The visa guidelines, issued a week ago, would upend months of careful planning by colleges and universities and could force many students to return to their home countries during the pandemic, where their ability to study would be severely compromised.
The confrontation comes as the White House is pushing colleges and K-12 schools to throw open their doors to students, even as a growing number decide that it’s not safe. Many universities have chosen to allow a limited number of students on campus but to teach most classes virtually — a decision that President Trump has derided as “ridiculous.” Late last week, as his annoyance with universities grew, Mr. Trump threatened their nonprofit status.

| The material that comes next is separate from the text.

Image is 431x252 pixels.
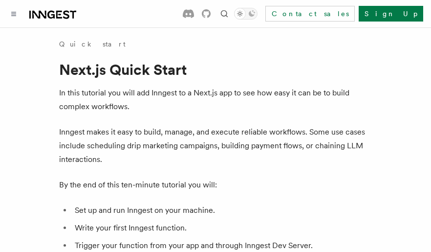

Harvard and the Massachusetts Institute of Technology, both of which plan mostly online classes, were the first to challenge the new visa rules in court, saying they were hastily implemented in violation of federal procedures. Their lawsuit last week set up a high-stakes hearing scheduled for Tuesday afternoon, a day before the government is requiring schools to certify that students are taking in-person classes to meet the visa requirements.
Dozens of universities have weighed in with Harvard and M. I. T., and California’s attorney general and several universities filed their own suits in federal court late last week seeking to block the directive.
“The president is using foreign students as pawns to keep all schools open, no matter the cost to the health and well-being of these students and their communities,” said Mark Rosenbaum, a lawyer with Public Counsel, a legal aid organization in Los Angeles representing foreign graduate students at three California universities. “It’s temper-tantrum policymaking.”
The administration responded in court filings Monday that Immigration and Customs Enforcement has the discretion to set student visa guidance, and that just because universities don’t like the requirements doesn’t make them against the law.
The government also pointed out that the directive allows foreign students to take more online classes than they could have a year ago, when only one virtual course was allowed.